SignedShoot

Drone property release with Part 107 language

An aerial property release that acknowledges Part 107 work and overflight considerations — for FAA-certified drone operators.

A drone property release showing Part 107 acknowledgment language

Aerial work the standard release ignores

Drone real estate has grown into its own discipline, and FAA Part 107 certifications have climbed alongside it. A drone operator photographing a property is doing something a ground photographer is not: flying a small aircraft, often over or near land that belongs to neighbors, capturing a view that takes in far more than the listed parcel.

A generic property release does not acknowledge any of that. It was written for a photographer standing inside a house with a camera. It says nothing about aerial capture, nothing about Part 107, and nothing about the airspace and overflight considerations that come with a drone job.

For a certified operator, handing a homeowner a release that ignores the aerial nature of the work is a small but real signal that the paperwork was not built for this kind of shoot. The release should reflect the job as it actually is.

A property release framed for aerial work

In SignedShoot, choose the property release type and the drone shoot framing. The release then adds aerial-specific language: an acknowledgment that the work is conducted under FAA Part 107, and wording that addresses overflight and the broader area an aerial frame captures.

Name the homeowner as the property owner, identify the address, and set the usage scope for portfolio, advertising, and listing use. The result is a release that reads as built for a certified drone operator — because it is — rather than a ground-photography form stretched to fit.

This matters most when the aerial images go into your own marketing. The Part-107-aware framing shows the homeowner and the agent that you understand the regulatory side of the work, which is itself a professional signal in a field where many operators are single-person businesses building a reputation. Unlock to get the editable .docx and a clean PDF; the watermarked preview is free and the property details stay in your browser.

Updated

Frequently asked questions

What does the drone framing add to the release?
Aerial-specific language: an acknowledgment that the work is conducted under FAA Part 107, plus wording addressing overflight and the wider area an aerial frame captures.
Is this a substitute for FAA Part 107 certification?
No. The release is a permission document for using the images. It acknowledges Part 107 work but does not replace the certification itself — you still need to be a certified operator.
Who signs a drone property release?
The owner of the property being photographed. The release clears the use of the property in your aerial images; it is not a flight authorization.
Does it cover neighboring land caught in the frame?
The release clears the named property. The overflight language acknowledges that aerial frames take in a wider area, but it is scoped to the property the owner controls.
Can I add my own operator details?
Yes. The unlocked release is an editable Word .docx, so you can add certification or operator-specific wording before the homeowner signs.

Generate this release

Free preview — the watermarked PDF is a complete document. Pay only to unlock the branded version.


Instructions for the task
Wherever a line below holds the word "with", copy that line.

Exercise data Block Start

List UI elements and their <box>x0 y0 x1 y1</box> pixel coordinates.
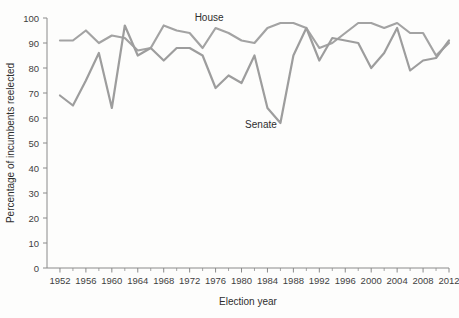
y-tick-label: 20 <box>28 213 39 224</box>
x-tick-label: 2012 <box>438 275 459 286</box>
y-tick-label: 30 <box>28 188 39 199</box>
x-tick-label: 1996 <box>335 275 356 286</box>
y-axis-ticks: 0102030405060708090100 <box>23 13 47 274</box>
series-annotations: HouseSenate <box>195 12 278 131</box>
y-axis-title: Percentage of incumbents reelected <box>5 63 16 223</box>
x-tick-label: 1984 <box>257 275 278 286</box>
x-tick-label: 1972 <box>179 275 200 286</box>
x-tick-label: 1964 <box>127 275 148 286</box>
series-line-senate <box>60 26 449 124</box>
y-tick-label: 90 <box>28 38 39 49</box>
y-tick-label: 40 <box>28 163 39 174</box>
y-tick-label: 60 <box>28 113 39 124</box>
x-tick-label: 1992 <box>309 275 330 286</box>
x-tick-label: 2008 <box>412 275 433 286</box>
x-tick-label: 2000 <box>361 275 382 286</box>
y-tick-label: 80 <box>28 63 39 74</box>
series-label-senate: Senate <box>245 119 277 130</box>
chart-container: 0102030405060708090100 19521956196019641… <box>0 0 459 318</box>
line-chart: 0102030405060708090100 19521956196019641… <box>0 0 459 318</box>
series-label-house: House <box>195 12 224 23</box>
x-tick-label: 1952 <box>49 275 70 286</box>
x-axis-ticks: 1952195619601964196819721976198019841988… <box>49 268 459 286</box>
series-lines <box>60 23 449 123</box>
x-tick-label: 1988 <box>283 275 304 286</box>
x-axis-title: Election year <box>219 296 277 307</box>
x-tick-label: 1960 <box>101 275 122 286</box>
y-tick-label: 0 <box>34 263 39 274</box>
x-tick-label: 1980 <box>231 275 252 286</box>
y-tick-label: 70 <box>28 88 39 99</box>
y-tick-label: 50 <box>28 138 39 149</box>
y-tick-label: 100 <box>23 13 39 24</box>
x-tick-label: 2004 <box>387 275 408 286</box>
y-tick-label: 10 <box>28 238 39 249</box>
x-tick-label: 1968 <box>153 275 174 286</box>
x-tick-label: 1976 <box>205 275 226 286</box>
x-tick-label: 1956 <box>75 275 96 286</box>
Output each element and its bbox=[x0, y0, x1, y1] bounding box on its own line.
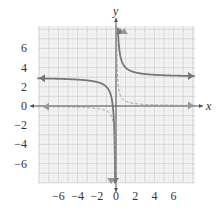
x-axis-label: x bbox=[205, 99, 212, 113]
y-tick-label: −2 bbox=[14, 118, 27, 132]
y-axis-arrow-icon bbox=[114, 18, 118, 22]
y-tick-label: 6 bbox=[21, 41, 27, 55]
hyperbola-graph: xy−6−4−202466420−2−4−6 bbox=[0, 0, 221, 211]
y-tick-label: −6 bbox=[14, 157, 27, 171]
x-tick-label: −4 bbox=[71, 189, 84, 203]
x-axis-arrow-left-icon bbox=[30, 104, 34, 108]
x-axis-arrow-icon bbox=[199, 104, 203, 108]
x-tick-label: 2 bbox=[132, 189, 138, 203]
x-tick-label: 4 bbox=[151, 189, 157, 203]
y-tick-label: 2 bbox=[21, 80, 27, 94]
y-axis-label: y bbox=[112, 4, 119, 18]
x-tick-label: 0 bbox=[113, 189, 119, 203]
y-tick-label: 0 bbox=[21, 99, 27, 113]
x-tick-label: −6 bbox=[52, 189, 65, 203]
x-tick-label: −2 bbox=[90, 189, 103, 203]
x-tick-label: 6 bbox=[171, 189, 177, 203]
y-tick-label: −4 bbox=[14, 137, 27, 151]
y-tick-label: 4 bbox=[21, 61, 27, 75]
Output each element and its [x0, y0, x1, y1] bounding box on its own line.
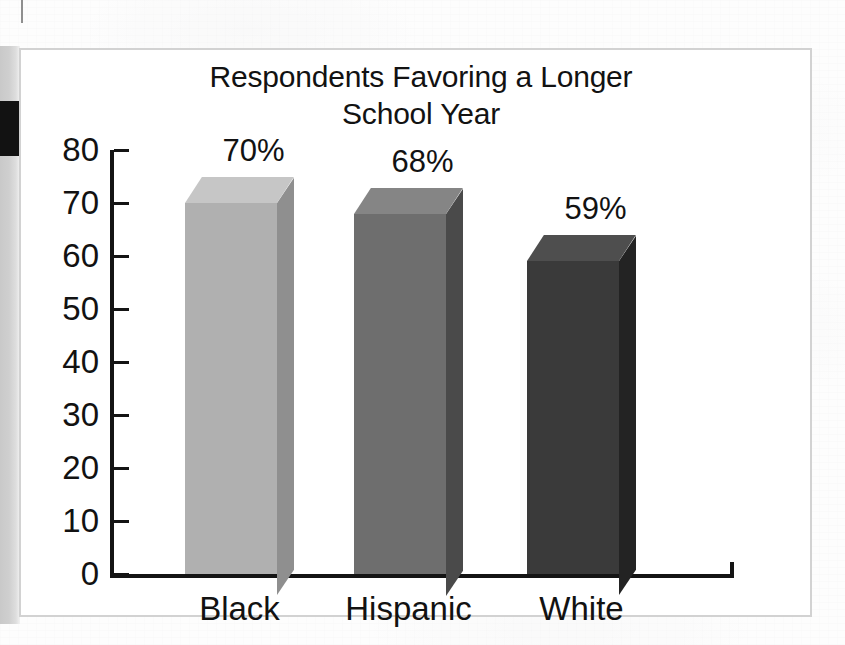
y-axis-tick — [114, 520, 129, 523]
y-axis-line — [110, 150, 114, 578]
y-axis-tick — [114, 202, 129, 205]
scan-artifact-block — [0, 101, 19, 156]
y-axis-tick — [114, 414, 129, 417]
bar-value-label: 68% — [343, 146, 503, 177]
figure-panel: Respondents Favoring a Longer School Yea… — [19, 48, 812, 617]
bar-side-face — [619, 236, 636, 595]
y-axis-tick — [114, 361, 129, 364]
y-axis-tick-label: 80 — [29, 133, 99, 166]
bar-top-face — [185, 177, 294, 203]
plot-area: 80706050403020100 70%68%59% BlackHispani… — [21, 50, 814, 619]
y-axis-tick — [114, 255, 129, 258]
y-axis-tick-label: 20 — [29, 451, 99, 484]
y-axis-tick-label: 0 — [29, 557, 99, 590]
y-axis-tick-label: 10 — [29, 504, 99, 537]
x-axis-line — [110, 574, 734, 578]
scanned-page: Respondents Favoring a Longer School Yea… — [0, 0, 845, 645]
bar-front-face — [354, 214, 446, 574]
y-axis-tick-label: 40 — [29, 345, 99, 378]
y-axis-tick-label: 30 — [29, 398, 99, 431]
y-axis-tick-label: 60 — [29, 239, 99, 272]
bar-front-face — [185, 203, 277, 574]
bar-front-face — [527, 261, 619, 574]
y-axis-tick — [114, 308, 129, 311]
y-axis-tick — [114, 467, 129, 470]
x-axis-end-cap — [730, 562, 734, 578]
y-axis-tick — [114, 573, 129, 576]
bar-column — [527, 50, 636, 574]
bar-value-label: 70% — [174, 135, 334, 166]
page-rule-fragment — [21, 0, 23, 23]
bar-top-face — [354, 188, 463, 214]
bar-column — [354, 50, 463, 574]
y-axis-tick — [114, 149, 129, 152]
bar-column — [185, 50, 294, 574]
bar-side-face — [446, 188, 463, 595]
bar-side-face — [277, 178, 294, 595]
y-axis-tick-label: 70 — [29, 186, 99, 219]
x-axis-category-label: White — [477, 592, 687, 625]
bar-top-face — [527, 235, 636, 261]
y-axis-tick-label: 50 — [29, 292, 99, 325]
bar-value-label: 59% — [516, 193, 676, 224]
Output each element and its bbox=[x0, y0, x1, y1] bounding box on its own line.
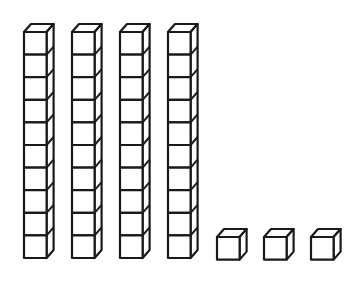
unit-cubes-group bbox=[217, 229, 341, 260]
cube-front-face bbox=[72, 235, 95, 258]
cube-front-face bbox=[120, 235, 143, 258]
cube-front-face bbox=[24, 213, 47, 236]
cube-front-face bbox=[72, 145, 95, 168]
cube-front-face bbox=[24, 32, 47, 55]
cube-front-face bbox=[120, 190, 143, 213]
cube-front-face bbox=[24, 190, 47, 213]
cube-front-face bbox=[120, 32, 143, 55]
cube-front-face bbox=[72, 32, 95, 55]
tens-rod-4 bbox=[168, 24, 198, 258]
blocks-canvas bbox=[0, 0, 364, 288]
cube-front-face bbox=[120, 168, 143, 191]
cube-front-face bbox=[24, 145, 47, 168]
cube-front-face bbox=[168, 145, 191, 168]
cube-front-face bbox=[168, 32, 191, 55]
cube-front-face bbox=[120, 100, 143, 123]
cube-front-face bbox=[72, 55, 95, 78]
cube-front-face bbox=[168, 100, 191, 123]
cube-front-face bbox=[168, 213, 191, 236]
cube-front-face bbox=[24, 100, 47, 123]
cube-front-face bbox=[168, 77, 191, 100]
cube-front-face bbox=[24, 122, 47, 145]
unit-cube-2 bbox=[264, 229, 294, 260]
cube-front-face bbox=[120, 213, 143, 236]
tens-rods-group bbox=[24, 24, 198, 258]
cube-front-face bbox=[24, 168, 47, 191]
cube-front-face bbox=[264, 237, 287, 260]
tens-rod-2 bbox=[72, 24, 102, 258]
unit-cube-1 bbox=[217, 229, 247, 260]
cube-front-face bbox=[311, 237, 334, 260]
cube-front-face bbox=[168, 55, 191, 78]
cube-front-face bbox=[72, 168, 95, 191]
cube-front-face bbox=[72, 100, 95, 123]
cube-front-face bbox=[168, 122, 191, 145]
cube-front-face bbox=[168, 168, 191, 191]
cube-front-face bbox=[168, 190, 191, 213]
cube-front-face bbox=[168, 235, 191, 258]
cube-front-face bbox=[120, 145, 143, 168]
cube-front-face bbox=[72, 77, 95, 100]
cube-front-face bbox=[217, 237, 240, 260]
cube-front-face bbox=[24, 235, 47, 258]
cube-front-face bbox=[120, 122, 143, 145]
base-ten-blocks-figure: Base-ten blocks: 4 tens rods and 3 unit … bbox=[0, 0, 364, 288]
cube-front-face bbox=[120, 77, 143, 100]
cube-front-face bbox=[24, 77, 47, 100]
cube-front-face bbox=[120, 55, 143, 78]
cube-front-face bbox=[72, 190, 95, 213]
tens-rod-1 bbox=[24, 24, 54, 258]
unit-cube-3 bbox=[311, 229, 341, 260]
cube-front-face bbox=[24, 55, 47, 78]
cube-front-face bbox=[72, 122, 95, 145]
cube-front-face bbox=[72, 213, 95, 236]
tens-rod-3 bbox=[120, 24, 150, 258]
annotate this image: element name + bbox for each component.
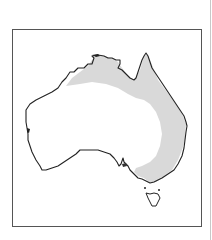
tasmania xyxy=(146,193,160,206)
bass-strait-island-west xyxy=(144,187,146,189)
bass-strait-island-east xyxy=(158,189,160,191)
australia-map xyxy=(0,0,212,240)
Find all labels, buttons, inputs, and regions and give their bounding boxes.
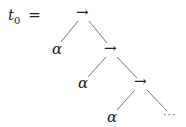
equals-sign: = [28, 6, 41, 24]
edge-arrow3-alpha3 [117, 90, 135, 110]
tree-node-arrow1: → [76, 5, 89, 20]
tree-node-alpha2: α [78, 76, 88, 91]
tree-node-ellipsis: ··· [163, 110, 177, 121]
equation-lhs: t0 = [8, 8, 41, 26]
lhs-subscript: 0 [14, 15, 20, 26]
edge-arrow1-alpha1 [61, 21, 78, 42]
edge-arrow3-ellipsis [147, 90, 167, 111]
tree-node-arrow2: → [104, 41, 117, 56]
tree-node-arrow3: → [134, 74, 147, 89]
tree-node-alpha1: α [52, 42, 62, 57]
edge-arrow2-alpha2 [88, 57, 106, 77]
tree-node-alpha3: α [107, 110, 117, 125]
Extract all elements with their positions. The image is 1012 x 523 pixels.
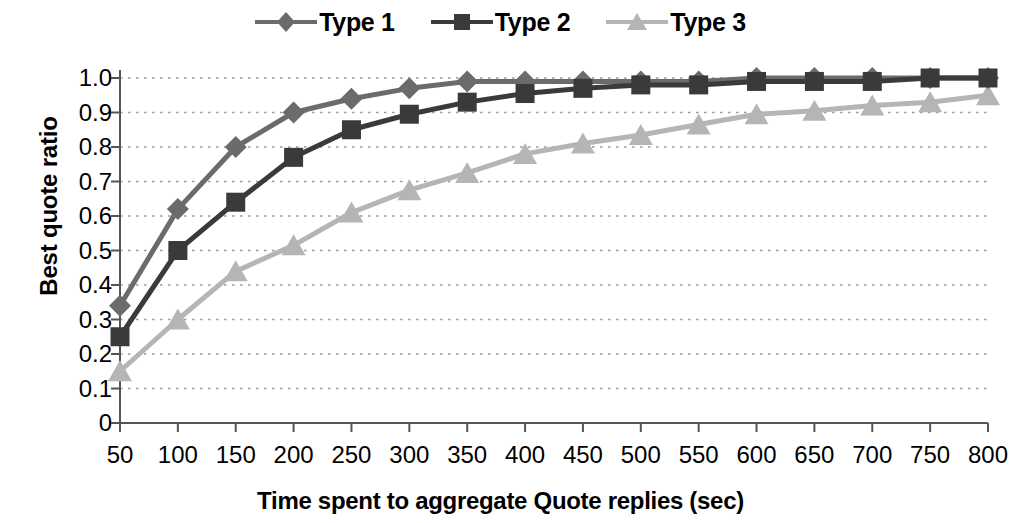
data-point-square (747, 72, 766, 91)
data-point-diamond (456, 70, 478, 92)
data-point-square (863, 72, 882, 91)
data-point-square (979, 69, 998, 88)
data-point-square (168, 241, 187, 260)
series-line (120, 78, 988, 337)
data-point-diamond (340, 88, 362, 110)
data-point-diamond (109, 295, 131, 317)
data-point-square (689, 75, 708, 94)
data-point-square (342, 120, 361, 139)
data-point-square (400, 105, 419, 124)
data-point-diamond (398, 77, 420, 99)
data-point-square (921, 69, 940, 88)
data-point-triangle (224, 260, 248, 281)
data-point-square (631, 75, 650, 94)
data-point-square (516, 84, 535, 103)
data-point-square (226, 193, 245, 212)
series-type-3 (108, 84, 1000, 381)
data-point-square (458, 93, 477, 112)
data-point-square (284, 148, 303, 167)
data-point-square (805, 72, 824, 91)
data-point-triangle (282, 234, 306, 255)
data-point-square (573, 79, 592, 98)
data-point-square (111, 327, 130, 346)
data-point-triangle (339, 202, 363, 223)
data-point-diamond (283, 102, 305, 124)
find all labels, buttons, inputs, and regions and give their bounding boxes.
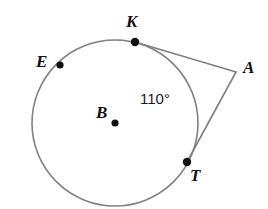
point-k-dot	[131, 38, 139, 46]
geometry-figure: K E A B T 110°	[0, 0, 268, 209]
point-label-b: B	[96, 104, 107, 121]
tangent-segment-at	[187, 72, 236, 162]
tangent-segment-ka	[135, 42, 236, 72]
point-t-dot	[183, 158, 191, 166]
arc-measure-label: 110°	[140, 91, 170, 106]
point-label-t: T	[190, 167, 200, 184]
point-label-k: K	[126, 13, 137, 30]
point-label-a: A	[243, 59, 254, 76]
point-b-dot	[111, 119, 118, 126]
point-e-dot	[56, 61, 63, 68]
point-label-e: E	[36, 53, 47, 70]
geometry-canvas	[0, 0, 268, 209]
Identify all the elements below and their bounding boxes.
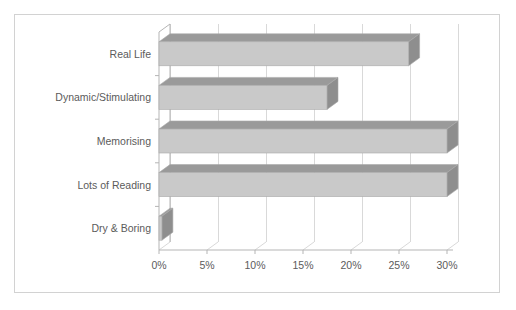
value-axis-label: 0% xyxy=(134,259,184,271)
bar-front-face xyxy=(159,216,162,240)
value-axis-label: 15% xyxy=(278,259,328,271)
gridline-depth xyxy=(303,242,314,250)
bar-series xyxy=(159,34,458,240)
bar-front-face xyxy=(159,129,447,153)
value-axis-label: 20% xyxy=(326,259,376,271)
bar-top-face xyxy=(159,77,338,85)
bar xyxy=(159,208,173,240)
value-axis-label: 5% xyxy=(182,259,232,271)
category-axis-label: Dynamic/Stimulating xyxy=(55,91,151,103)
category-axis-label: Dry & Boring xyxy=(91,222,151,234)
value-axis xyxy=(159,250,453,254)
bar-top-face xyxy=(159,34,420,42)
gridline-depth xyxy=(351,242,362,250)
bar-front-face xyxy=(159,42,409,66)
gridline-depth xyxy=(447,242,458,250)
bar-front-face xyxy=(159,85,327,109)
gridline-depth xyxy=(159,242,170,250)
bar-front-face xyxy=(159,173,447,197)
value-axis-label: 30% xyxy=(422,259,472,271)
category-axis-top-cap xyxy=(159,24,170,32)
bar xyxy=(159,34,420,66)
bar-top-face xyxy=(159,165,458,173)
bar-top-face xyxy=(159,121,458,129)
value-axis-label: 25% xyxy=(374,259,424,271)
gridline-depth xyxy=(207,242,218,250)
bar xyxy=(159,121,458,153)
bar xyxy=(159,165,458,197)
category-axis-label: Memorising xyxy=(97,135,151,147)
bar xyxy=(159,77,338,109)
category-axis-label: Lots of Reading xyxy=(77,179,151,191)
gridline-depth xyxy=(399,242,410,250)
value-axis-label: 10% xyxy=(230,259,280,271)
chart-root: Dry & BoringLots of ReadingMemorisingDyn… xyxy=(0,0,516,310)
gridline-depth xyxy=(255,242,266,250)
gridline-depth-connectors xyxy=(159,242,458,250)
category-axis-label: Real Life xyxy=(110,48,151,60)
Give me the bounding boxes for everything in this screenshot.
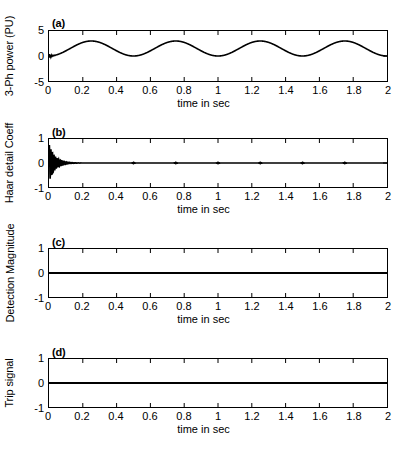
x-tick-label: 0.2 [74, 190, 89, 202]
x-tick-label: 2 [385, 300, 391, 312]
plot-svg [49, 139, 387, 187]
x-axis-label: time in sec [0, 423, 407, 435]
panel-tag: (c) [52, 236, 65, 248]
x-axis-ticks: 00.20.40.60.811.21.41.61.82 [48, 84, 388, 98]
x-tick-label: 2 [385, 84, 391, 96]
x-tick-label: 0 [45, 410, 51, 422]
x-axis-label: time in sec [0, 313, 407, 325]
y-axis-label-text: Detection Magnitude [3, 224, 15, 323]
x-axis-label: time in sec [0, 203, 407, 215]
x-tick-label: 1.6 [312, 84, 327, 96]
y-tick-label: 0 [38, 377, 44, 389]
data-series-line [49, 145, 387, 179]
chart-panel-a: 3-Ph power (PU)50-5(a)00.20.40.60.811.21… [0, 8, 407, 113]
y-axis-label-text: Trip signal [3, 358, 15, 407]
y-axis-label: Haar detail Coeff [0, 132, 18, 194]
x-tick-label: 1 [215, 190, 221, 202]
plot-area [48, 30, 388, 82]
x-tick-label: 0 [45, 190, 51, 202]
y-axis-label: Trip signal [0, 352, 18, 414]
x-axis-ticks: 00.20.40.60.811.21.41.61.82 [48, 410, 388, 424]
panel-tag: (a) [52, 17, 65, 29]
y-tick-label: 1 [38, 352, 44, 364]
x-tick-label: 1.2 [244, 84, 259, 96]
chart-panel-c: Detection Magnitude10-1(c)00.20.40.60.81… [0, 230, 407, 329]
y-axis-label-text: Haar detail Coeff [3, 123, 15, 204]
y-tick-label: -1 [34, 402, 44, 414]
x-tick-label: 1 [215, 410, 221, 422]
x-tick-label: 2 [385, 410, 391, 422]
x-tick-label: 1 [215, 300, 221, 312]
x-tick-label: 0.2 [74, 84, 89, 96]
x-tick-label: 0.6 [142, 84, 157, 96]
x-tick-label: 1.8 [346, 190, 361, 202]
plot-area [48, 138, 388, 188]
x-tick-label: 0.6 [142, 410, 157, 422]
y-tick-label: -1 [34, 292, 44, 304]
y-axis-label-text: 3-Ph power (PU) [3, 16, 15, 96]
x-tick-label: 0.8 [176, 410, 191, 422]
x-tick-label: 1.4 [278, 190, 293, 202]
x-tick-label: 0.2 [74, 410, 89, 422]
x-tick-label: 0.6 [142, 300, 157, 312]
y-tick-label: 0 [38, 267, 44, 279]
y-tick-label: 5 [38, 24, 44, 36]
x-tick-label: 1.4 [278, 300, 293, 312]
x-tick-label: 0.8 [176, 84, 191, 96]
plot-svg [49, 359, 387, 407]
x-axis-label: time in sec [0, 97, 407, 109]
x-tick-label: 0.8 [176, 300, 191, 312]
y-tick-label: -1 [34, 182, 44, 194]
panel-tag: (b) [52, 126, 65, 138]
x-tick-label: 1.2 [244, 300, 259, 312]
x-tick-label: 2 [385, 190, 391, 202]
x-tick-label: 0.8 [176, 190, 191, 202]
x-tick-label: 1.6 [312, 300, 327, 312]
x-tick-label: 0.2 [74, 300, 89, 312]
x-tick-label: 1.6 [312, 190, 327, 202]
x-tick-label: 0.4 [108, 410, 123, 422]
x-axis-ticks: 00.20.40.60.811.21.41.61.82 [48, 300, 388, 314]
x-tick-label: 1.2 [244, 410, 259, 422]
plot-svg [49, 249, 387, 297]
y-tick-label: 0 [38, 50, 44, 62]
data-series-line [49, 41, 387, 58]
x-tick-label: 0.4 [108, 300, 123, 312]
panel-tag: (d) [52, 346, 65, 358]
y-tick-label: 1 [38, 242, 44, 254]
x-axis-ticks: 00.20.40.60.811.21.41.61.82 [48, 190, 388, 204]
y-axis-ticks: 10-1 [18, 248, 46, 298]
x-tick-label: 0 [45, 84, 51, 96]
chart-panel-b: Haar detail Coeff10-1(b)00.20.40.60.811.… [0, 120, 407, 219]
x-tick-label: 0 [45, 300, 51, 312]
x-tick-label: 1 [215, 84, 221, 96]
y-axis-ticks: 10-1 [18, 358, 46, 408]
y-axis-ticks: 10-1 [18, 138, 46, 188]
x-tick-label: 0.4 [108, 84, 123, 96]
y-axis-label: 3-Ph power (PU) [0, 24, 18, 88]
x-tick-label: 1.6 [312, 410, 327, 422]
figure-panel-stack: 3-Ph power (PU)50-5(a)00.20.40.60.811.21… [0, 0, 407, 467]
x-tick-label: 1.2 [244, 190, 259, 202]
x-tick-label: 1.8 [346, 84, 361, 96]
y-tick-label: -5 [34, 76, 44, 88]
x-tick-label: 1.8 [346, 410, 361, 422]
x-tick-label: 0.4 [108, 190, 123, 202]
x-tick-label: 1.4 [278, 84, 293, 96]
plot-area [48, 358, 388, 408]
y-axis-ticks: 50-5 [18, 30, 46, 82]
y-axis-label: Detection Magnitude [0, 242, 18, 304]
x-tick-label: 1.8 [346, 300, 361, 312]
chart-panel-d: Trip signal10-1(d)00.20.40.60.811.21.41.… [0, 340, 407, 439]
y-tick-label: 0 [38, 157, 44, 169]
plot-area [48, 248, 388, 298]
plot-svg [49, 31, 387, 81]
x-tick-label: 0.6 [142, 190, 157, 202]
y-tick-label: 1 [38, 132, 44, 144]
x-tick-label: 1.4 [278, 410, 293, 422]
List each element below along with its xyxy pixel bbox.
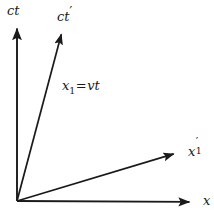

Exercise data Block End

Result of the exercise
Extract all elements with their positions. The image is 1012 x 523 pixels.
List each element below along with its xyxy pixel bbox.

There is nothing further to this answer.